A further upswing followed after the reunification of Germany, when WEINMANN rapidly expanded in East Germany. At a congress in Brandenburg in 1990, it became clear that East German emergency physicians urgently needed new equipment. Griefahn invited the physicians to Hamburg and quickly impressed them with WEINMANN products. By 1994, 95% of ambulances in East Germany were equipped with WEINMANN ventilators. Nevertheless, the next challenge was just around the corner: “New regulations for pressure reducers made it difficult for our engineers to design them to fit. We were worried that we may not be able to deliver”, recalls Griefahn. Yet WEINMANN cleared this hurdle too.
Looking to the future
2003 marked the end of Joachim Griefahn’s time at WEINMANN. He handed the business over to his son Marc Griefahn to bring “a breath of fresh air” to the company and focus on internationalization. But up to that point, he had shaped WEINMANN’s history with innovative ideas and his commitment to improving people's lives.
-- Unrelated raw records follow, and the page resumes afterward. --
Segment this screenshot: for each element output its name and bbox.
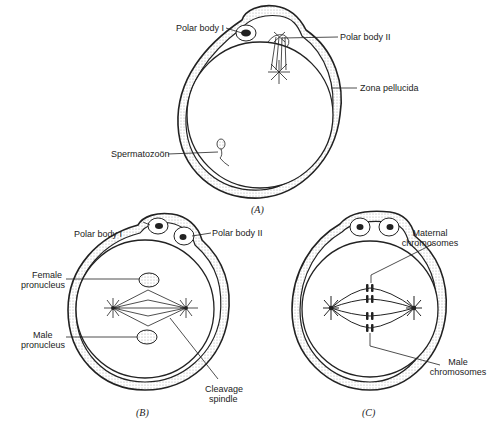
label-male-chromosomes-2: chromosomes — [430, 367, 487, 377]
male-pronucleus — [137, 330, 157, 344]
label-polar-body-2-b: Polar body II — [212, 228, 263, 238]
polar-body-2-c — [379, 218, 399, 236]
polar-body-1-b — [148, 218, 168, 234]
label-male-pronucleus-2: pronucleus — [21, 340, 66, 350]
caption-b: (B) — [136, 407, 149, 419]
label-maternal-chromosomes-2: chromosomes — [402, 238, 459, 248]
label-maternal-chromosomes-1: Maternal — [412, 228, 447, 238]
label-male-pronucleus-1: Male — [33, 330, 53, 340]
caption-c: (C) — [362, 407, 376, 419]
label-polar-body-2-a: Polar body II — [340, 32, 391, 42]
egg-a-zona-pellucida — [178, 6, 341, 198]
fertilization-diagram: Polar body I Polar body II Zona pellucid… — [0, 0, 498, 431]
label-female-pronucleus-2: pronucleus — [21, 280, 66, 290]
label-zona-pellucida: Zona pellucida — [360, 83, 419, 93]
female-pronucleus — [139, 273, 159, 287]
panel-b: Polar body I Polar body II Female pronuc… — [21, 213, 263, 419]
panel-c: Maternal chromosomes Male chromosomes (C… — [292, 211, 487, 419]
polar-body-maternal-c — [350, 218, 370, 236]
label-female-pronucleus-1: Female — [32, 270, 62, 280]
label-cleavage-spindle-1: Cleavage — [205, 384, 243, 394]
label-cleavage-spindle-2: spindle — [209, 394, 238, 404]
label-polar-body-1-b: Polar body I — [74, 229, 122, 239]
panel-a: Polar body I Polar body II Zona pellucid… — [111, 6, 419, 216]
label-polar-body-1-a: Polar body I — [176, 23, 224, 33]
egg-b-zona-pellucida — [68, 213, 229, 390]
polar-body-1-a — [236, 25, 256, 41]
caption-a: (A) — [251, 204, 264, 216]
label-spermatozoon: Spermatozoön — [111, 149, 170, 159]
polar-body-2-b — [174, 227, 194, 245]
label-male-chromosomes-1: Male — [448, 357, 468, 367]
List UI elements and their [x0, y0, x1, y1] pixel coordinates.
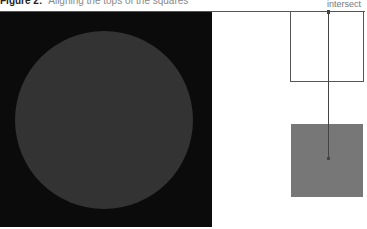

What started out as a small precision engineering company is now a leading medical technology company. WEINMANN is a community that continues to set new standards thanks to togetherness and innovation. “A few years turned into a lifetime”, he says, reflecting on his time at WEINMANN. This sentence sums up the history of the company perfectly – always evolving, but always staying true to its roots as well. “I am certain that WEINMANN will remain an innovative and forward-looking company. Strong togetherness will continue to characterize the company”, Griefahn concluded.